Prosecutors yesterday declined to file charges against four people suspected of vandalizing a statue of Chiang Kai-shek (蔣介石) at Fu Jen Catholic University earlier this year.
After completing its investigation, the New Taipei City District Prosecutors’ Office said there would be no charges filed against the four suspects, three of whom are university students, over the vandalism on Feb. 28, the 70th anniversary of the 228 Incident.
Investigators said that on Feb. 28, a dozen people gathered on the university’s campus with a portable electric grinder and hand tools to deface the statue.
Photo: CNA
Bystanders called the police, who arrived after the group had broken off the bronze statue’s cane, the investigators said, adding that a confrontation ensued after police tried to stop the group, with both sides later saying they sustained minor cuts and bruises.
Police apprehended four people and sought to press charges of obstructing an officer in discharge of their duties.
However, prosecutors yesterday said the charges were dropped because the four were not violent and did not resist arrest.
Photo: Lee Ya-wen, Taipei Times
Investigators quoted one of the students, surnamed Lo (羅), as saying during questioning that “the statue of Chiang Kai-shek symbolizes the past authoritarian dictatorship. It should not continue to stand inside schools. We just wanted to remove it.”
Separately yesterday, a statue of Chiang at Zhongzheng Senior High School in Taipei’s Beitou District (北投) was found decapitated and covered with the slogan “No removal, no name change; then it is decapitation” written in white paint.
School officials called the police after learning of the incident in the morning.
There has been a campaign by local residents and pro-Taiwan civic groups calling for the school’s original name, Shilin High School, to be restored.
The then-Chinese Nationalist Party (KMT) regime mandated the name change in 1975 to commemorate Chiang, who died earlier that year. Zhongzheng (中正) is the adulatory name used by the cult of personality that worships Chiang.
Local residents have cited the current name’s political connotations when lending their support to the campaign, and many still refer to the school by its old name.
Taipei police said they dispatched a forensics team to gather evidence and examine surveillance camera footage of the incident.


▸ **What you have to do**
Each line of the entries below that includes "span" belongs in your answer.

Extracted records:
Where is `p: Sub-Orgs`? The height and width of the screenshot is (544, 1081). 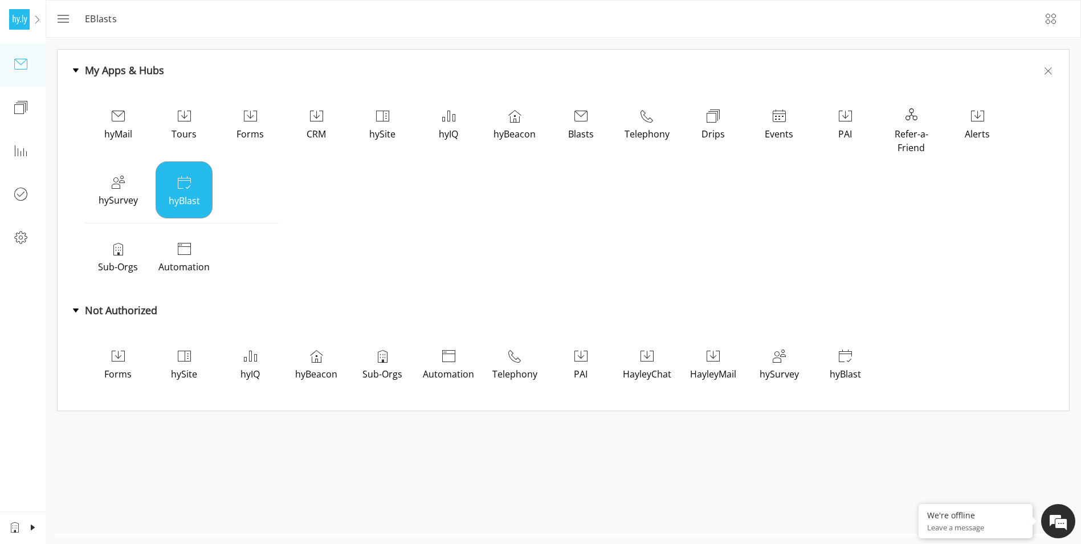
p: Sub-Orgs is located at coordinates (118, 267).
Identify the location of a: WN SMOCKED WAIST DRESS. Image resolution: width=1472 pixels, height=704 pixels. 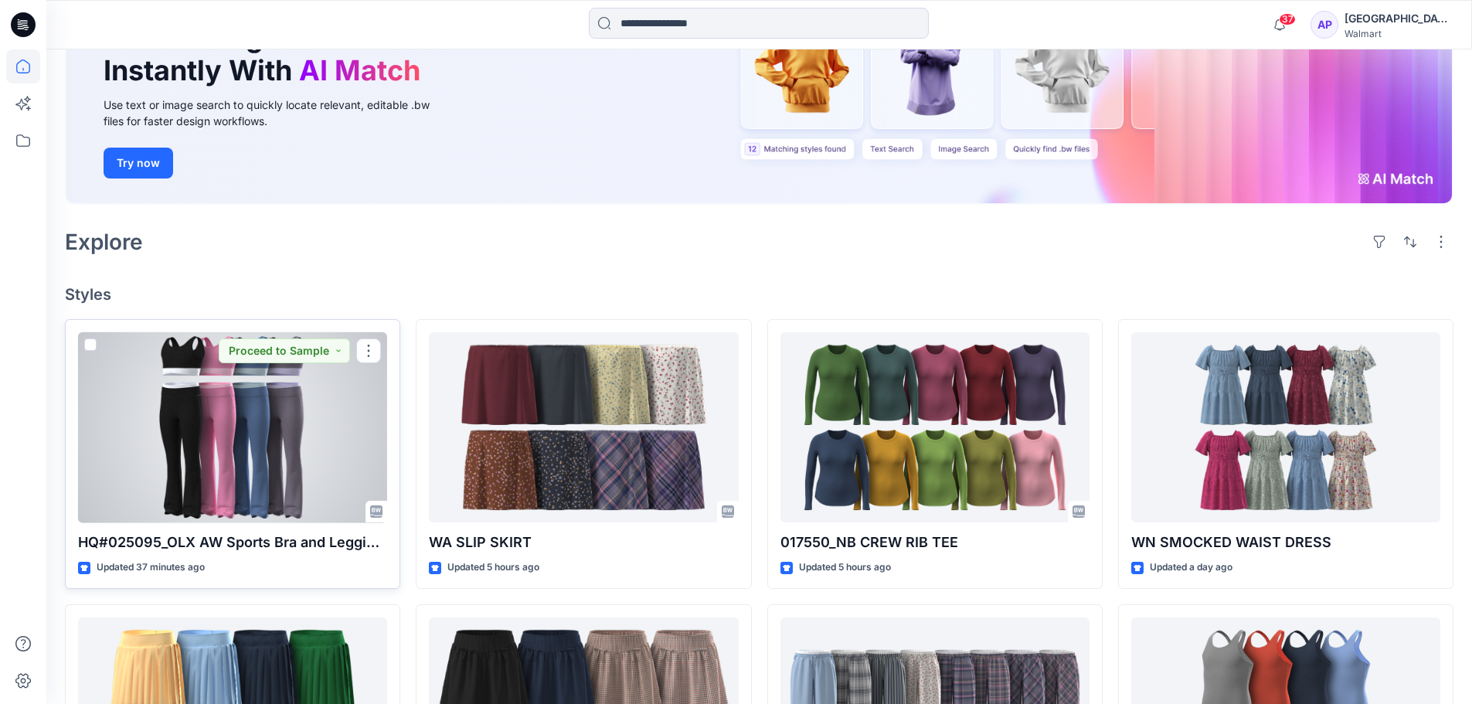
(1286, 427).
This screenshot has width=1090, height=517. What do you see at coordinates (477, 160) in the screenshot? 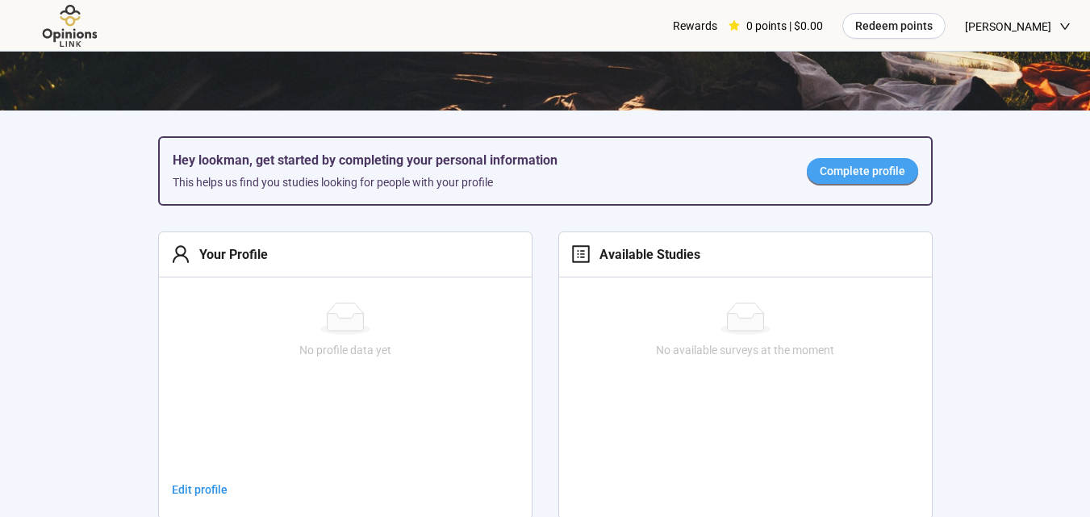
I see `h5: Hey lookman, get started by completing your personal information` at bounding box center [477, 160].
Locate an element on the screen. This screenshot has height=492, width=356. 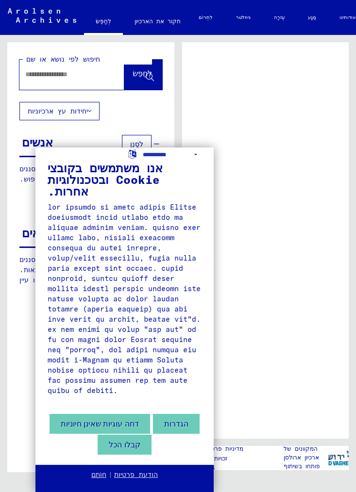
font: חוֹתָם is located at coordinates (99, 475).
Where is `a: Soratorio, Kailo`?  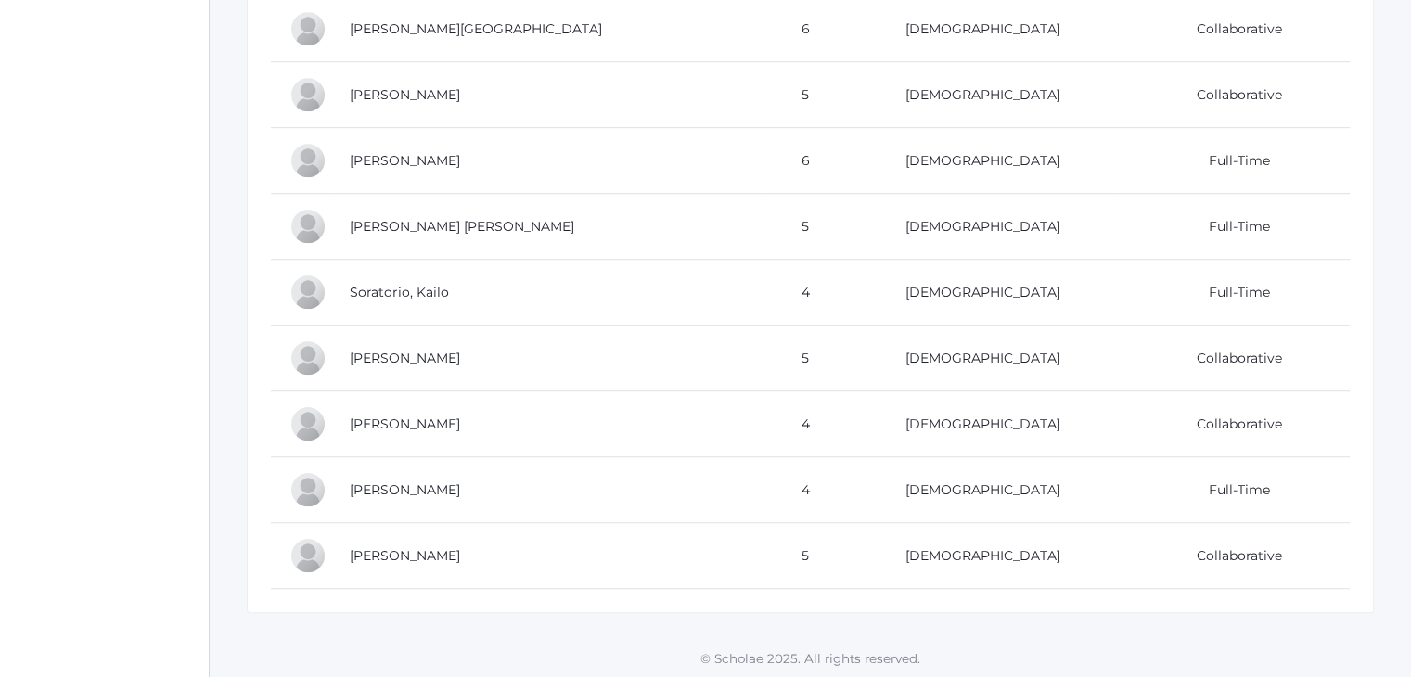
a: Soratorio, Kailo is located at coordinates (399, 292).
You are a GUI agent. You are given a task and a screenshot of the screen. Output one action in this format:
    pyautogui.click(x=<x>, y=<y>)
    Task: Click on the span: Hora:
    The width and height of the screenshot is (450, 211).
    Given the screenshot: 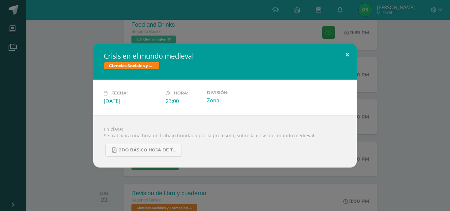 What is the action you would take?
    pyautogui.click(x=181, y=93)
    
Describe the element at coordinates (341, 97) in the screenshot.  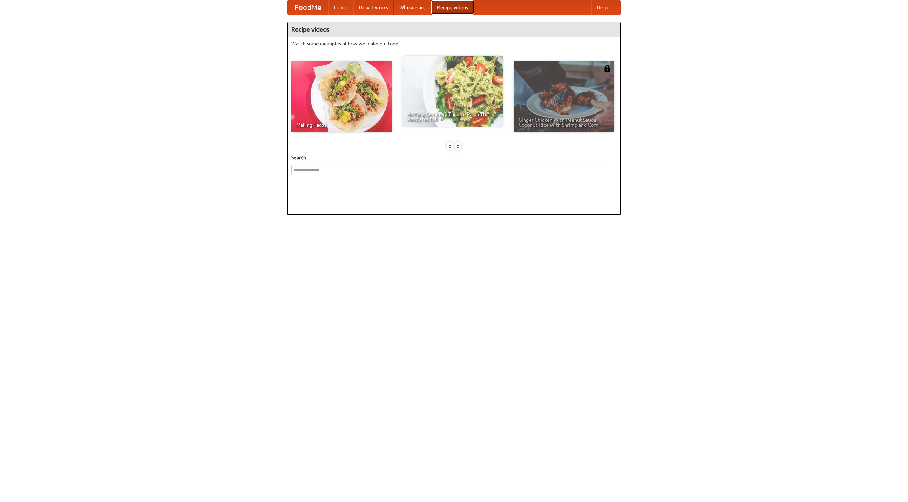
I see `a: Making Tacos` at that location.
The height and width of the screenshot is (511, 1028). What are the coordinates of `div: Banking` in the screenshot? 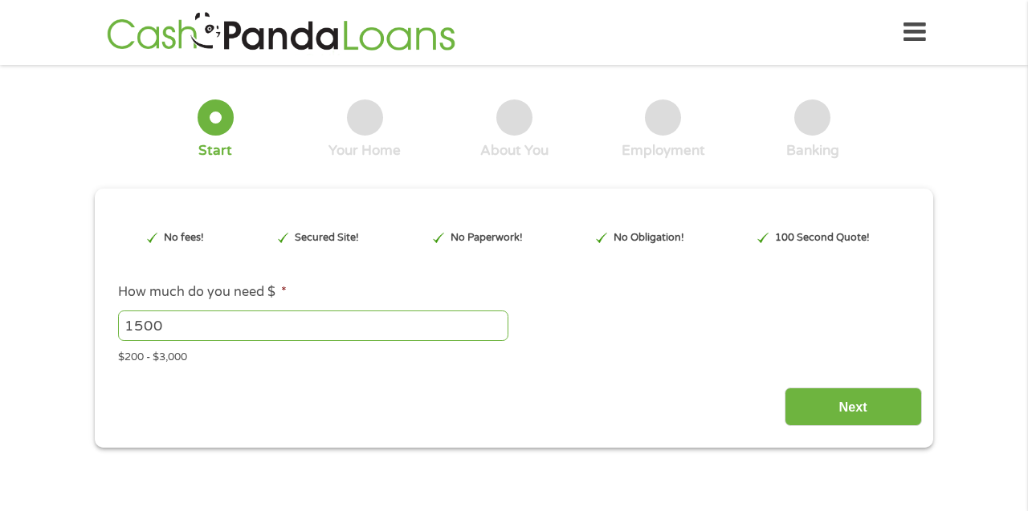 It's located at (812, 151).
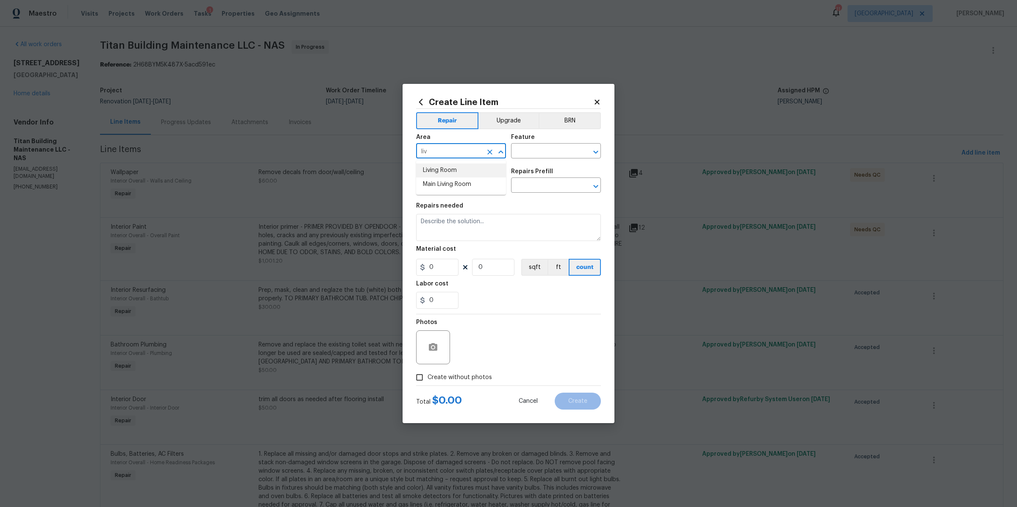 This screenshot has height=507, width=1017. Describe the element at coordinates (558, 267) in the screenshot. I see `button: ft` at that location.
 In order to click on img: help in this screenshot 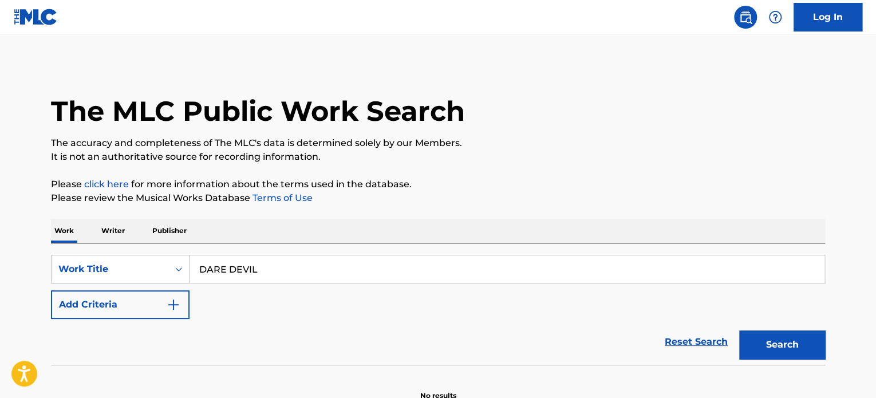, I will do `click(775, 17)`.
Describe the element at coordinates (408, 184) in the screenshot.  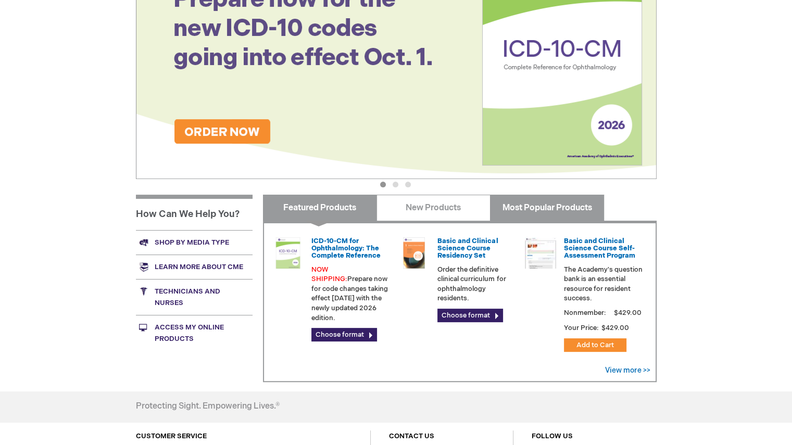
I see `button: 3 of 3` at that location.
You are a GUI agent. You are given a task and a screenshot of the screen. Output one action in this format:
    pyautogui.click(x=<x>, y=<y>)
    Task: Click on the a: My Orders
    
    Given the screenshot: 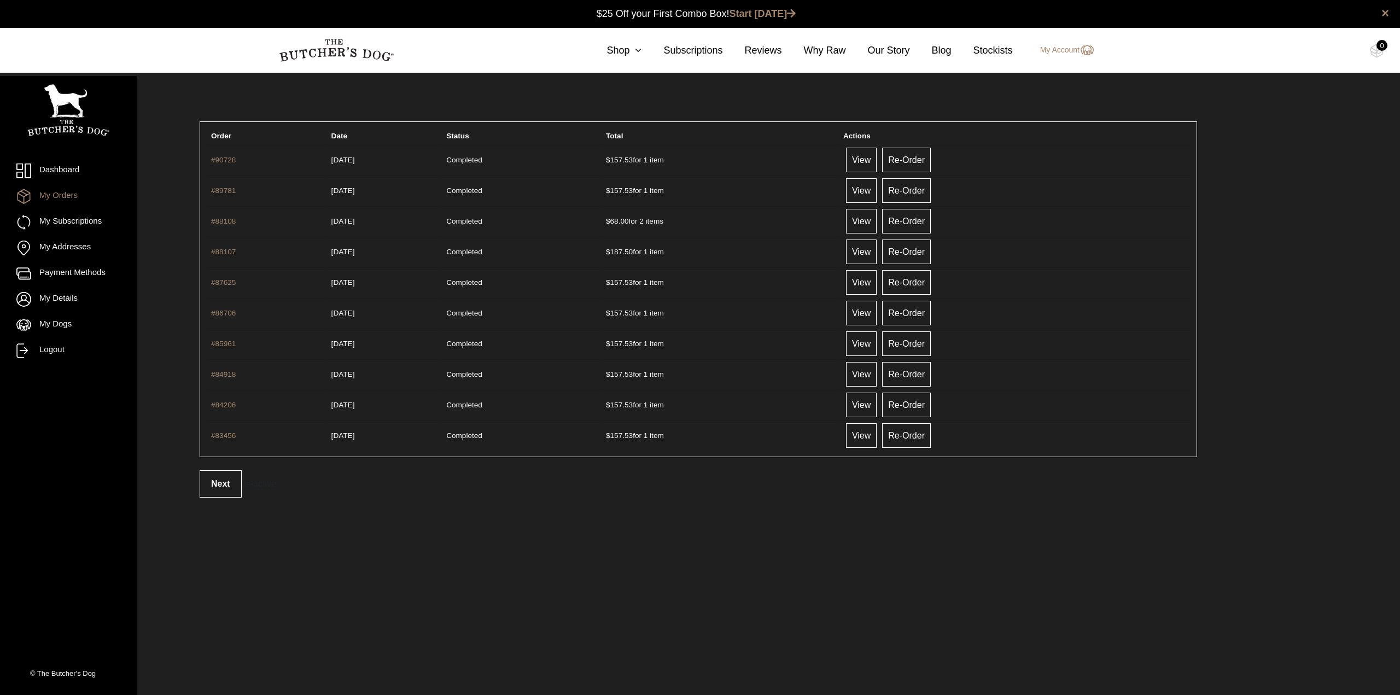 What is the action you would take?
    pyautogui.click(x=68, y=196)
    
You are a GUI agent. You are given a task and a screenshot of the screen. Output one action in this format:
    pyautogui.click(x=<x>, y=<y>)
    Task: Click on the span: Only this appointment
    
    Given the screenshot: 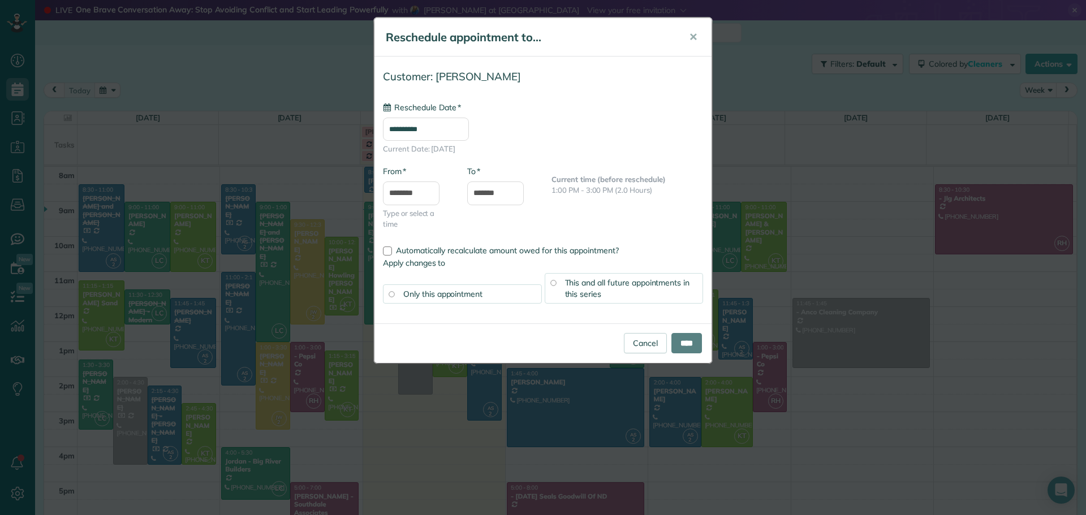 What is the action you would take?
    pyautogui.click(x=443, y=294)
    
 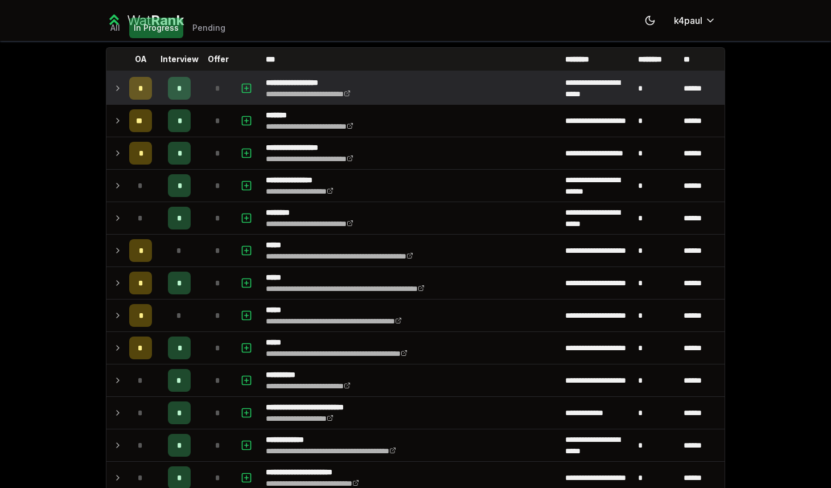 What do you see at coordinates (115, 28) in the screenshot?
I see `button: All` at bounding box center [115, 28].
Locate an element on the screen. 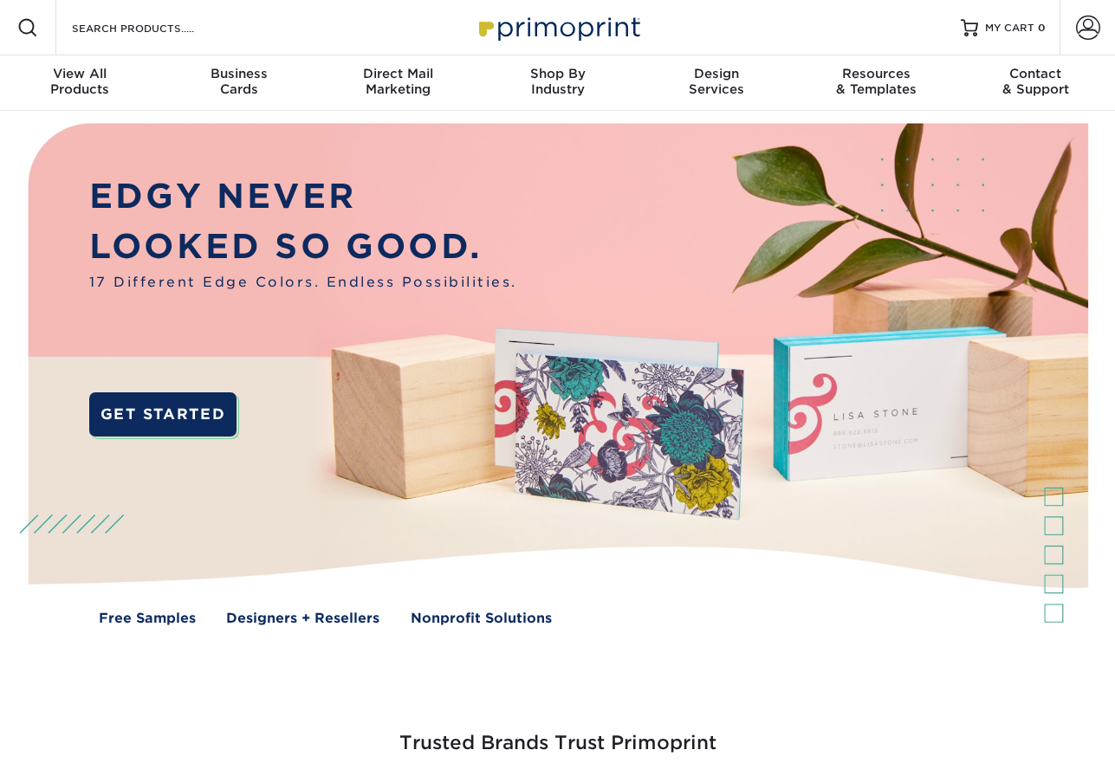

▸ **Response to this exercise**
    Task: Click on the span: Hora:
    Task: Click on the span: Only this appointment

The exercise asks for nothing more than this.